Here's the Guardian Article -
Jonathan Jones
Monday January 17, 2005
The Guardian
It might seem an unlikely partnership. The American artist Robert Mapplethorpe was portrayed as a deathly, Satanic, sexual predator - and that was just in his own photographs. The Republican "moral right" went further, trying to remove his work from American museums and using him as a whipping boy (which he would probably have enjoyed) against the National Endowment for the Arts. David Hockney is a far cosier character in British culture - the most articulate and personable artist we have, who if anything suffers from his own projection of niceness and common sense.
Recently Hockney has been conducting a polemic against photography, arguing that digital cameras finally expose the naive nature of its claim to truth. So, having expressed his doubts about photography, he curates a photography exhibition.
Far from a retraction, however, it is a subtle argument about art and the camera. Mapplethorpe was a real artist who ruthlessly imposed his own vision on the world - as much of a stylist as any painter. Hockney's selection of Mapplethorpe's work, from cock shots to portraits of celebrities, from Arnold Schwarzenegger to Louise Bourgeois, makes certain painters look, well, photographic.
The point is well taken. Great photographs - and Mapplethorpe's look greater and greater - function in the same way as other kinds of art: they are poetic and personal and subjective, like a drawing or painting. Seen through Hockney's eyes, the warmth and humanity of Mapplethorpe becomes visible - even, or especially, in the powerful selection of erotica. At the same time, anyone who thought Hockney was cuddly is disabused.
What I really like about this show is its intimate insight into who Hockney is and the world he has inhabited - one that was never that far from the decadent New York of Robert Mapplethorpe. Hockney and Mapplethorpe were both friends of the art god whose portrait is inevitably here - Andy Warhol. Other friends of Hockney who appear include the bearded curator Henry Geldzahler. Most of all we are reminded that sex and death, Mapplethorpe's subjects, are Hockney's subjects too.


Skip the images and restate every line of the records exactly.

·····

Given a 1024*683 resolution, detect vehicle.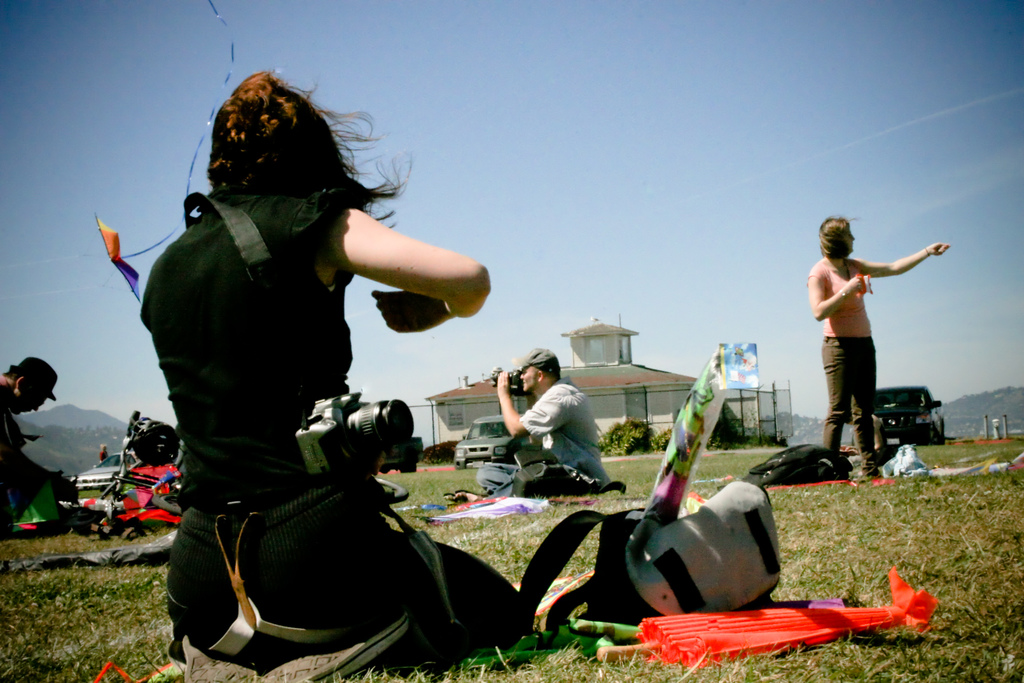
{"left": 67, "top": 445, "right": 125, "bottom": 488}.
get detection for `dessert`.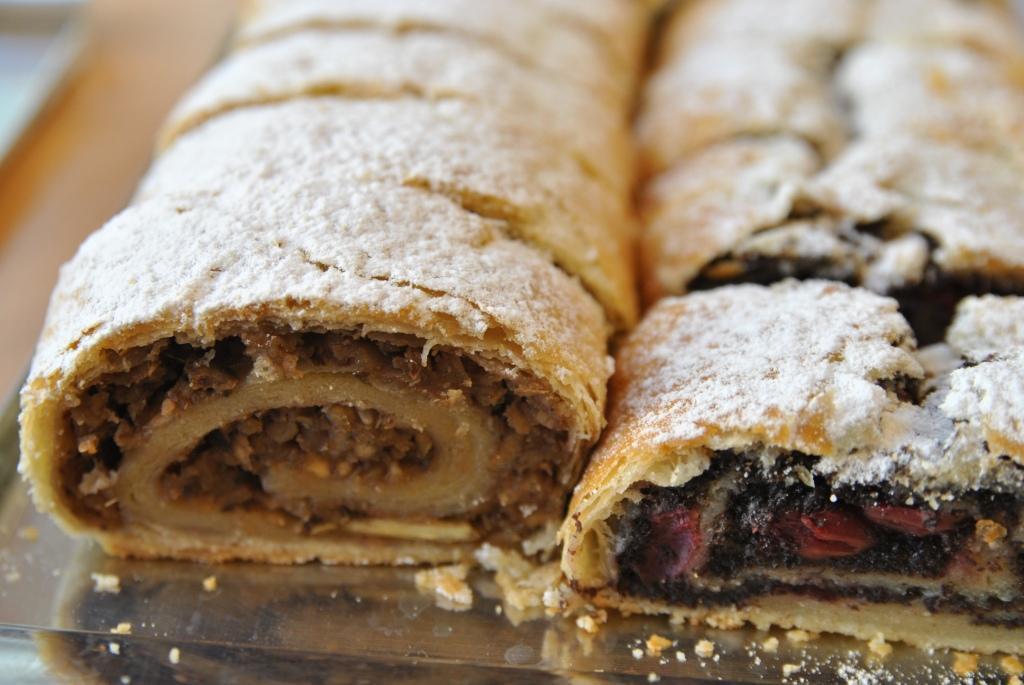
Detection: crop(562, 276, 985, 623).
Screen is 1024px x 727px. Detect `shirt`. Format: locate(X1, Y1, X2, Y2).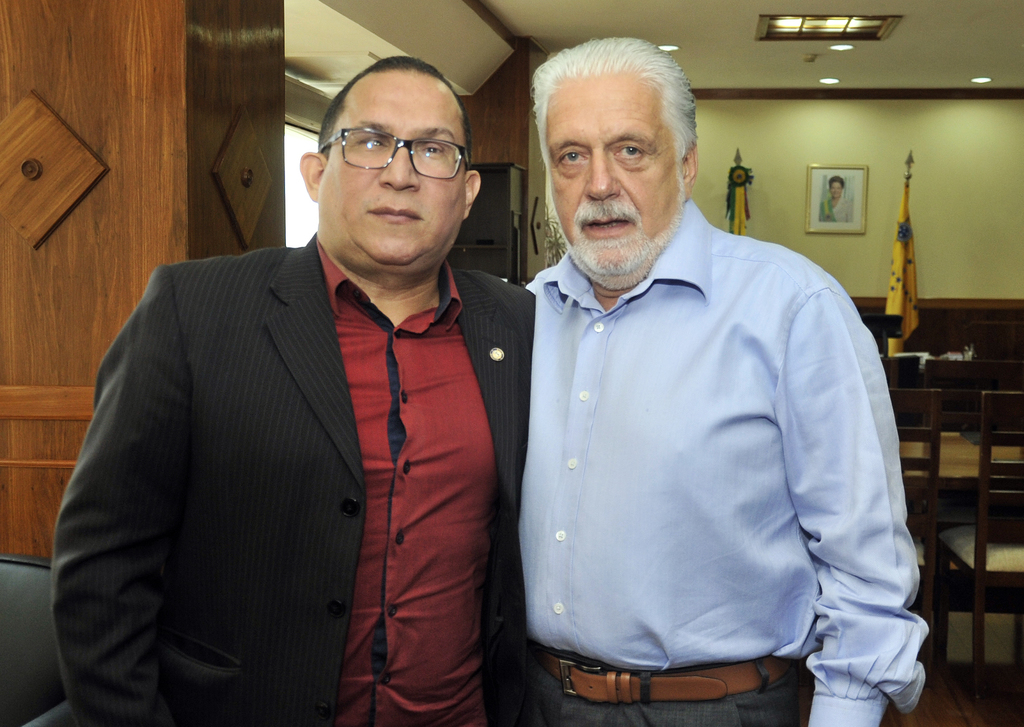
locate(467, 216, 915, 726).
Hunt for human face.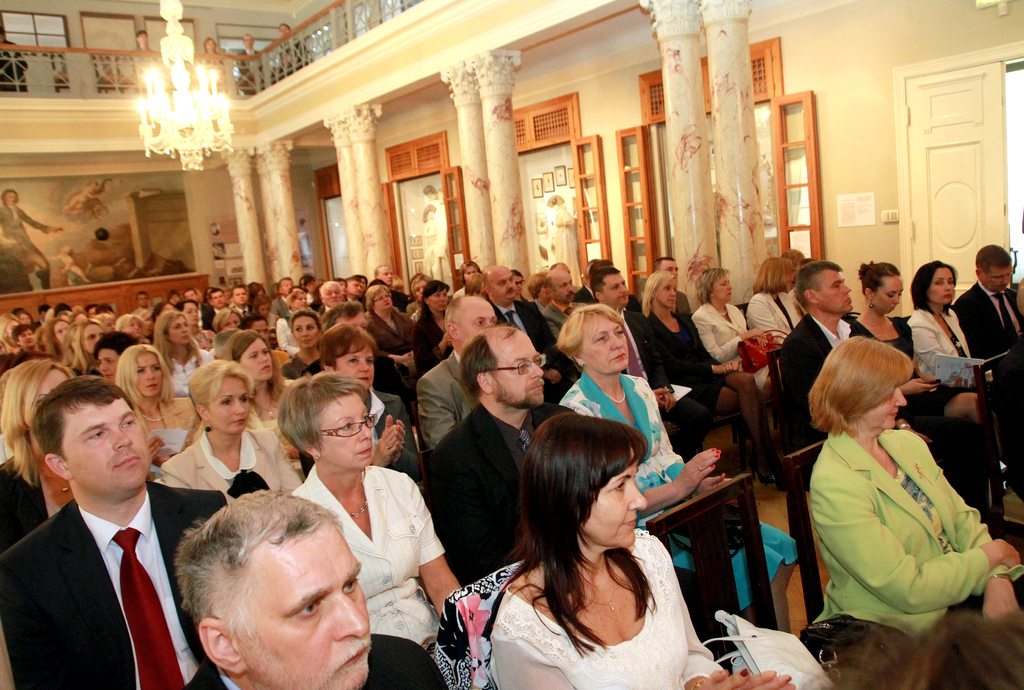
Hunted down at crop(290, 313, 320, 339).
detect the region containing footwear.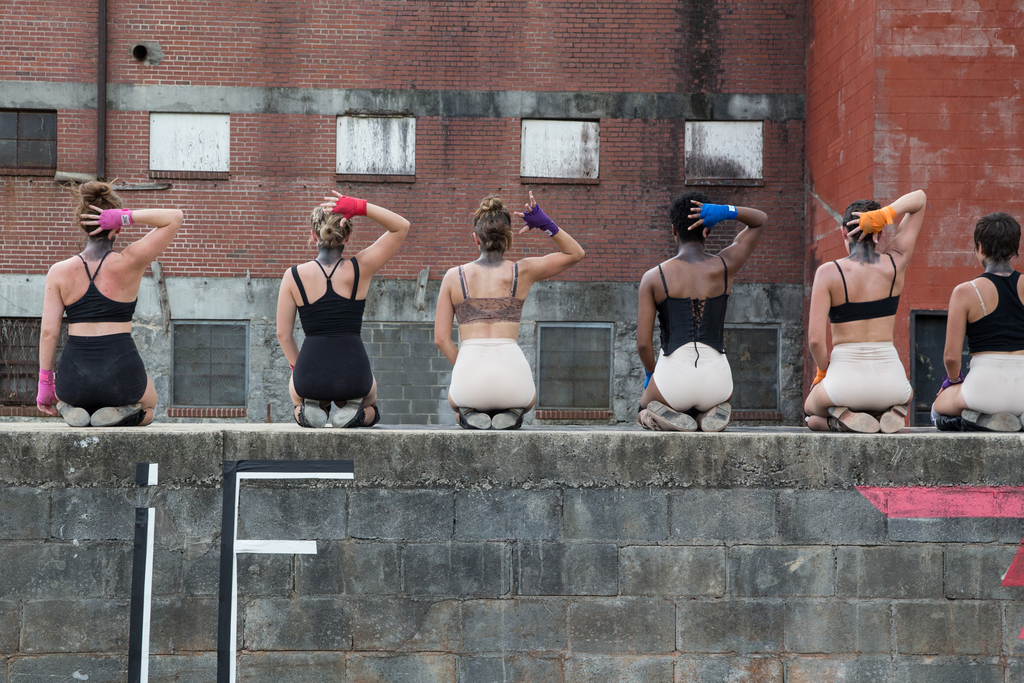
box(453, 409, 490, 431).
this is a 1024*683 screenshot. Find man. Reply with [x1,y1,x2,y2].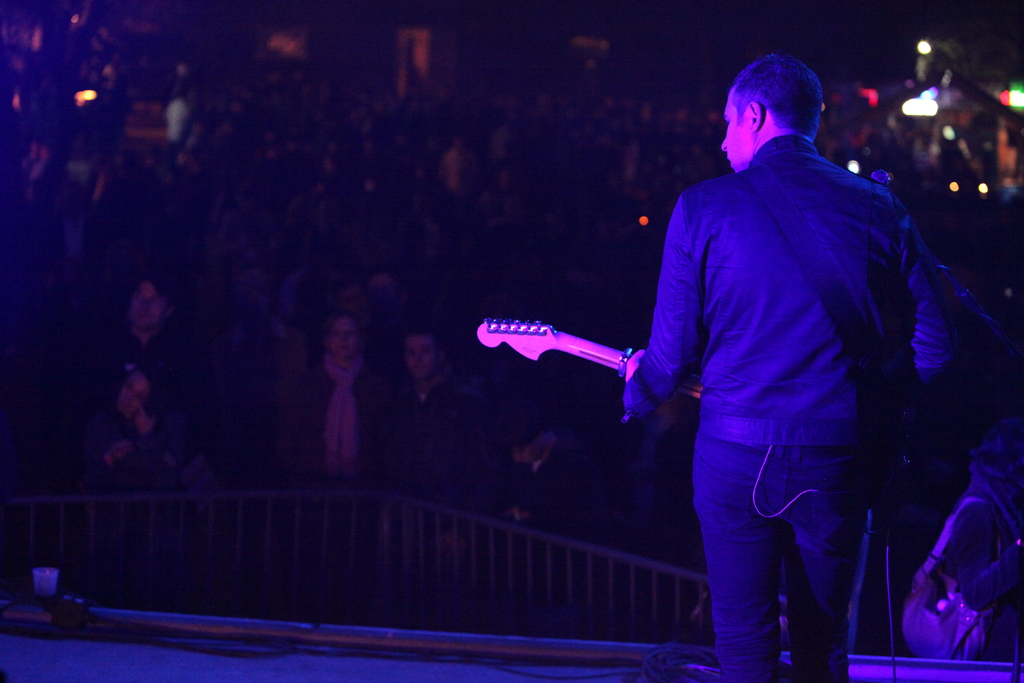
[99,273,200,409].
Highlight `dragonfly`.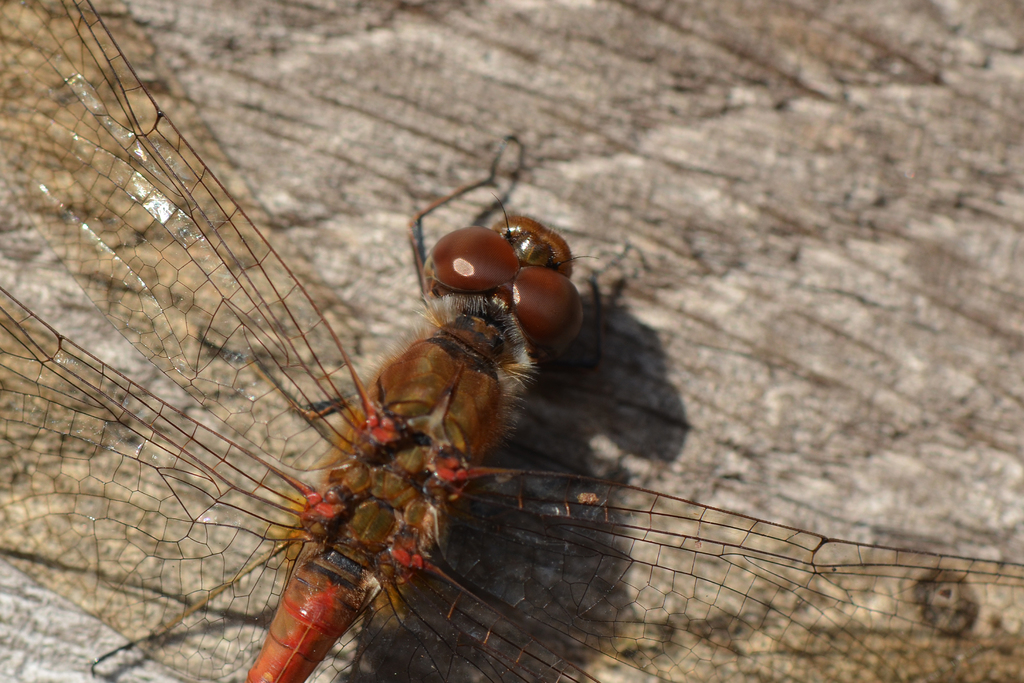
Highlighted region: bbox=(0, 0, 1023, 682).
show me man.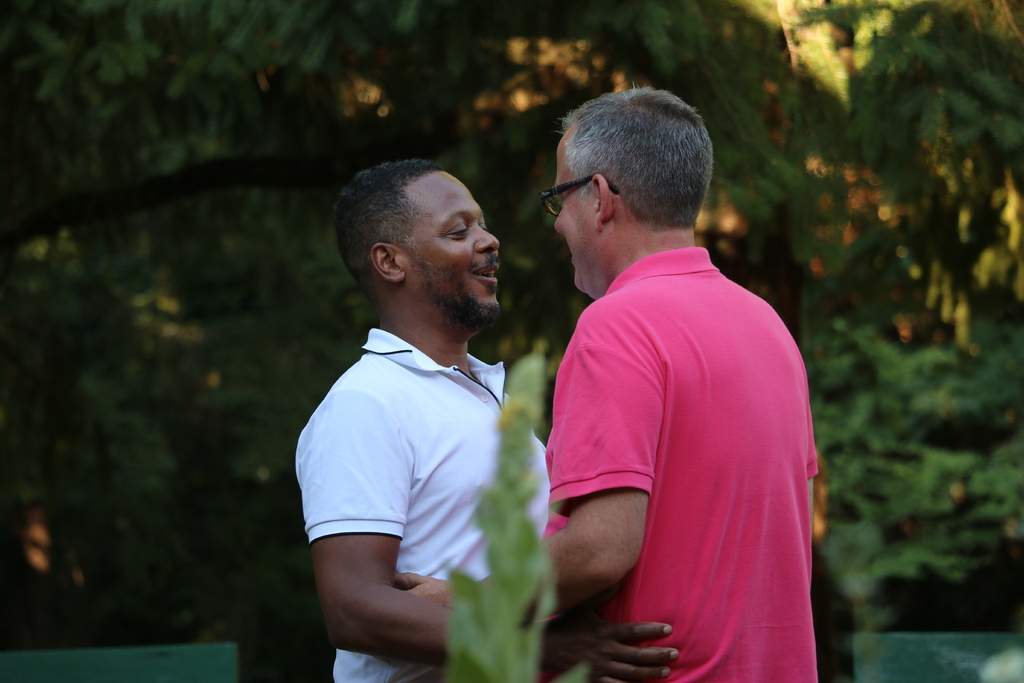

·····

TASK RESPONSE:
Given a 1024*683 resolution, detect vehicle.
{"left": 67, "top": 445, "right": 125, "bottom": 488}.
get detection for `dessert`.
Detection: crop(562, 276, 985, 623).
Screen is 1024px x 727px. Detect `shirt`. Format: locate(X1, Y1, X2, Y2).
locate(467, 216, 915, 726).
Hunt for human face.
Hunted down at crop(290, 313, 320, 339).
detect the region containing footwear.
box(453, 409, 490, 431).
this is a 1024*683 screenshot. Find man. Reply with [x1,y1,x2,y2].
[99,273,200,409].
Highlight `dragonfly`.
Highlighted region: bbox=(0, 0, 1023, 682).
show me man.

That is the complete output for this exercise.